Former Rep. George Santos outside the courthouse in Central Islip...

Former Rep. George Santos outside the courthouse in Central Islip in August 2024. Credit: AP/Stefan Jeremiah

U.S. District Court Judge Joanna Seybert is scheduled on April 25 to sentence disgraced former Rep. George Santos on the felony wire fraud and aggravated identity theft charges to which he pleaded guilty last August. The Justice Department asks that the shady 36-year-old Republican serve seven-plus years in prison.

Santos, of course, is likely to be remembered on and off Long Island as an impostor who faked not just his finances but the very facts of his life story.

Suspense about Santos looms beyond his sentencing. The question is whether White House intervention, in the form of a commutation or pardon from President Donald Trump, is in the cards. That isn’t a wild prospect these days.

Trump’s handling of Justice Department issues is, more than ever before, a product of his personal wishes and goals. Santos has been a MAGA adherent all the way; his most useful moment for the movement came when he surprisingly rode into office in 2022 amid a midterm backlash against the Joe Biden presidency.

In Washington, Santos befriended Rep. Matt Gaetz — whose judgment on criminal issues was so well regarded by Trump that upon his return, Trump nominated Gaetz for attorney general; Gaetz, buffeted by serious ethics issues, was later forced to withdraw. Santos voted to make Rep. Jim Jordan, a Trump favorite, speaker of the GOP-controlled House, but Jordan lost. Santos wore an AR-15 rifle pin on his lapel as a Second Amendment sop. In an echo of Trump, Santos even lied at one point to MAGA demonstrators that he’d lost to incumbent Tom Suozzi in 2020 due to vote fraud.

And whatever else he may be, Santos has never been considered a violent thug. One would think, therefore, that he’d have a better argument for getting a presidential break than did Jonathan Braun of Atlantic Beach, a loan shark and drug smuggler granted clemency by Trump in early 2021.

Braun recently returned to federal custody after several incidents in Nassau County that included bizarre physical assaults against a toddler, his child’s nanny, his wife, his father-in-law, a nurse, and a man during a Sabbath dinner. Braun’s release by Trump was backed by pardoned felon Charles Kushner, the father of Trump son-in-law Jared Kushner.

Others, without family connections, were thanked by Trump for their MAGA services with presidential get-out-of-jail-free cards — Roger Stone, Steve Bannon, Michael Flynn, and Jan. 6 rioters, for example.

In comparison, Santos, who didn’t serve in Congress during either Trump presidency, proved to be only a marginal, fleeting, and ultimately embarrassing presence in the MAGA-verse. During his half-term in office, his three Long Island GOP colleagues — Andrew Garbarino, Nick LaLota and Anthony D’Esposito — pressed vocally for Santos’ removal. He was finally expelled on Dec. 1, 2023 by a 311-114 margin.

The humiliation of having Santos in the spotlight seemed especially sharp for Nassau County Republicans — who are and were all in for Trump.

Pardons and commutations are like a regal scepter a president wields at will. Presuming that Trump leaves office as the Constitution requires in January 2029, he could hypothetically help Santos, if he chooses. But would he want to do that? Trump doesn’t seem to like those who’d latch on to his own parade without an invitation.

For the national party Trump came to own, Santos’ quick public career was bad for business. That could be his biggest obstacle to winning Trump’s magisterial favor.

Columnist Dan Janison's opinions are his own.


Directions
Omitting the pictures, output all of the records precisely as written.

........

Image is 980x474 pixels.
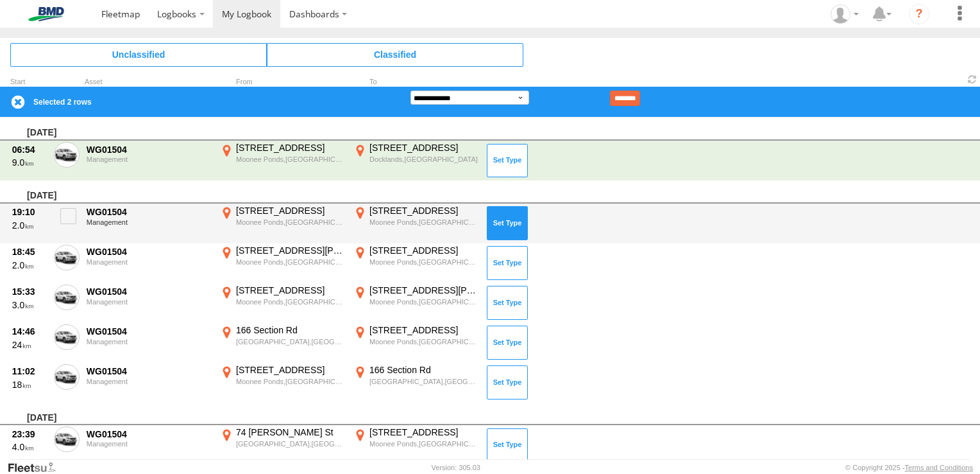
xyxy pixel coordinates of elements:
label: Click to View Event Location [218,426,346,463]
div: [STREET_ADDRESS] [370,325,478,335]
div: 166 Section Rd [370,364,478,376]
div: [STREET_ADDRESS] [236,142,345,153]
div: WG01504 [86,326,211,337]
div: 9.0 [12,156,47,168]
div: [STREET_ADDRESS] [236,284,345,296]
label: Click to View Event Location [352,205,480,242]
div: 3.0 [12,299,47,311]
div: John Spicuglia [827,5,864,24]
div: Moonee Ponds,[GEOGRAPHIC_DATA] [370,217,478,226]
div: 2.0 [12,219,47,231]
label: Click to View Event Location [352,364,480,401]
div: Docklands,[GEOGRAPHIC_DATA] [370,154,478,163]
img: bmd-logo.svg [13,7,80,22]
div: WG01504 [86,246,211,258]
div: From [218,79,346,86]
label: Click to View Event Location [352,426,480,463]
button: Click to Set [487,246,528,279]
div: 19:10 [12,207,47,217]
div: 166 Section Rd [236,325,345,335]
label: Click to View Event Location [218,142,346,179]
div: 18 [12,379,47,390]
div: [STREET_ADDRESS][PERSON_NAME] [370,284,478,296]
div: [STREET_ADDRESS] [370,245,478,256]
button: Click to Set [487,285,528,319]
div: 4.0 [12,441,47,452]
div: 74 [PERSON_NAME] St [236,426,345,438]
button: Click to Set [487,326,528,359]
div: [GEOGRAPHIC_DATA],[GEOGRAPHIC_DATA] [236,337,345,346]
div: Asset [85,79,213,86]
div: WG01504 [86,207,211,217]
div: Management [86,378,211,385]
div: Management [86,298,211,306]
div: Management [86,337,211,345]
div: [STREET_ADDRESS] [236,364,345,376]
label: Clear Selection [10,94,26,110]
div: 15:33 [12,285,47,297]
div: Management [86,440,211,447]
div: 06:54 [12,144,47,155]
button: Click to Set [487,144,528,177]
div: Moonee Ponds,[GEOGRAPHIC_DATA] [236,154,345,163]
i: ? [909,4,930,25]
label: Click to View Event Location [218,284,346,322]
div: 11:02 [12,365,47,377]
div: WG01504 [86,285,211,297]
div: WG01504 [86,428,211,440]
a: Terms and Conditions [905,463,973,471]
div: 14:46 [12,326,47,337]
span: Refresh [965,73,980,86]
div: Moonee Ponds,[GEOGRAPHIC_DATA] [370,439,478,448]
label: Click to View Event Location [218,325,346,361]
div: [STREET_ADDRESS] [370,426,478,438]
div: [GEOGRAPHIC_DATA],[GEOGRAPHIC_DATA] [370,377,478,385]
button: Click to Set [487,365,528,398]
div: Moonee Ponds,[GEOGRAPHIC_DATA] [236,258,345,267]
a: Visit our Website [7,461,66,474]
span: Click to view Unclassified Trips [10,43,267,66]
label: Click to View Event Location [218,364,346,401]
label: Click to View Event Location [352,284,480,322]
div: © Copyright 2025 - [845,463,973,471]
div: 23:39 [12,428,47,440]
div: Moonee Ponds,[GEOGRAPHIC_DATA] [236,377,345,385]
label: Click to View Event Location [352,325,480,361]
div: Management [86,258,211,266]
div: Management [86,218,211,226]
div: 2.0 [12,260,47,270]
div: [STREET_ADDRESS] [370,205,478,216]
div: [STREET_ADDRESS][PERSON_NAME] [236,245,345,256]
div: [STREET_ADDRESS] [370,142,478,153]
span: Click to view Classified Trips [267,43,524,66]
div: [GEOGRAPHIC_DATA],[GEOGRAPHIC_DATA] [236,439,345,448]
div: To [352,79,480,86]
label: Click to View Event Location [218,245,346,282]
label: Click to View Event Location [352,142,480,179]
div: Moonee Ponds,[GEOGRAPHIC_DATA] [236,297,345,306]
div: Moonee Ponds,[GEOGRAPHIC_DATA] [370,297,478,306]
div: 18:45 [12,246,47,258]
div: 24 [12,339,47,350]
label: Click to View Event Location [218,205,346,242]
div: WG01504 [86,144,211,155]
label: Click to View Event Location [352,245,480,282]
div: Version: 305.03 [432,463,481,471]
div: Moonee Ponds,[GEOGRAPHIC_DATA] [370,258,478,267]
button: Click to Set [487,207,528,239]
div: WG01504 [86,365,211,377]
div: [STREET_ADDRESS] [236,205,345,216]
div: Moonee Ponds,[GEOGRAPHIC_DATA] [370,337,478,346]
div: Management [86,155,211,163]
button: Click to Set [487,428,528,461]
div: Moonee Ponds,[GEOGRAPHIC_DATA] [236,217,345,226]
div: Click to Sort [10,79,49,86]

........

Output for this exercise
Image is 980x474 pixels.
xyxy pixel coordinates of elements:
label: Click to View Event Location [218,426,346,463]
div: [STREET_ADDRESS] [370,325,478,335]
div: 166 Section Rd [370,364,478,376]
div: [STREET_ADDRESS] [236,142,345,153]
div: WG01504 [86,326,211,337]
div: 9.0 [12,156,47,168]
div: [STREET_ADDRESS] [236,284,345,296]
label: Click to View Event Location [352,205,480,242]
div: 3.0 [12,299,47,311]
div: John Spicuglia [827,5,864,24]
div: Moonee Ponds,[GEOGRAPHIC_DATA] [370,217,478,226]
div: 2.0 [12,219,47,231]
label: Click to View Event Location [352,364,480,401]
div: Docklands,[GEOGRAPHIC_DATA] [370,154,478,163]
img: bmd-logo.svg [13,7,80,22]
div: WG01504 [86,246,211,258]
div: From [218,79,346,86]
label: Click to View Event Location [352,426,480,463]
button: Click to Set [487,246,528,279]
div: 19:10 [12,207,47,217]
div: 166 Section Rd [236,325,345,335]
label: Click to View Event Location [218,142,346,179]
div: 18 [12,379,47,390]
div: [STREET_ADDRESS][PERSON_NAME] [370,284,478,296]
div: [STREET_ADDRESS] [370,245,478,256]
button: Click to Set [487,285,528,319]
div: 4.0 [12,441,47,452]
div: 74 [PERSON_NAME] St [236,426,345,438]
button: Click to Set [487,326,528,359]
div: [GEOGRAPHIC_DATA],[GEOGRAPHIC_DATA] [236,337,345,346]
div: Asset [85,79,213,86]
div: WG01504 [86,207,211,217]
div: Management [86,378,211,385]
div: Management [86,298,211,306]
div: Management [86,337,211,345]
div: [STREET_ADDRESS] [236,364,345,376]
label: Clear Selection [10,94,26,110]
div: 15:33 [12,285,47,297]
div: Management [86,440,211,447]
div: 06:54 [12,144,47,155]
button: Click to Set [487,144,528,177]
div: Moonee Ponds,[GEOGRAPHIC_DATA] [236,154,345,163]
i: ? [909,4,930,25]
label: Click to View Event Location [218,284,346,322]
div: 11:02 [12,365,47,377]
div: WG01504 [86,285,211,297]
div: WG01504 [86,428,211,440]
a: Terms and Conditions [905,463,973,471]
div: 14:46 [12,326,47,337]
span: Refresh [965,73,980,86]
div: Moonee Ponds,[GEOGRAPHIC_DATA] [370,439,478,448]
label: Click to View Event Location [218,325,346,361]
div: [STREET_ADDRESS] [370,426,478,438]
div: [GEOGRAPHIC_DATA],[GEOGRAPHIC_DATA] [370,377,478,385]
button: Click to Set [487,365,528,398]
div: Moonee Ponds,[GEOGRAPHIC_DATA] [236,258,345,267]
a: Visit our Website [7,461,66,474]
span: Click to view Unclassified Trips [10,43,267,66]
label: Click to View Event Location [218,364,346,401]
label: Click to View Event Location [352,284,480,322]
div: © Copyright 2025 - [845,463,973,471]
div: 23:39 [12,428,47,440]
div: Moonee Ponds,[GEOGRAPHIC_DATA] [236,377,345,385]
label: Click to View Event Location [352,325,480,361]
div: Management [86,258,211,266]
div: Management [86,218,211,226]
div: 2.0 [12,260,47,270]
div: [STREET_ADDRESS] [370,205,478,216]
div: [STREET_ADDRESS][PERSON_NAME] [236,245,345,256]
div: [STREET_ADDRESS] [370,142,478,153]
span: Click to view Classified Trips [267,43,524,66]
div: [GEOGRAPHIC_DATA],[GEOGRAPHIC_DATA] [236,439,345,448]
div: To [352,79,480,86]
label: Click to View Event Location [218,245,346,282]
label: Click to View Event Location [352,142,480,179]
div: Moonee Ponds,[GEOGRAPHIC_DATA] [236,297,345,306]
div: Moonee Ponds,[GEOGRAPHIC_DATA] [370,297,478,306]
div: 18:45 [12,246,47,258]
div: 24 [12,339,47,350]
label: Click to View Event Location [218,205,346,242]
div: WG01504 [86,144,211,155]
label: Click to View Event Location [352,245,480,282]
div: Version: 305.03 [432,463,481,471]
div: Moonee Ponds,[GEOGRAPHIC_DATA] [370,258,478,267]
button: Click to Set [487,207,528,239]
div: WG01504 [86,365,211,377]
div: [STREET_ADDRESS] [236,205,345,216]
div: Moonee Ponds,[GEOGRAPHIC_DATA] [370,337,478,346]
div: Management [86,155,211,163]
button: Click to Set [487,428,528,461]
div: Moonee Ponds,[GEOGRAPHIC_DATA] [236,217,345,226]
div: Click to Sort [10,79,49,86]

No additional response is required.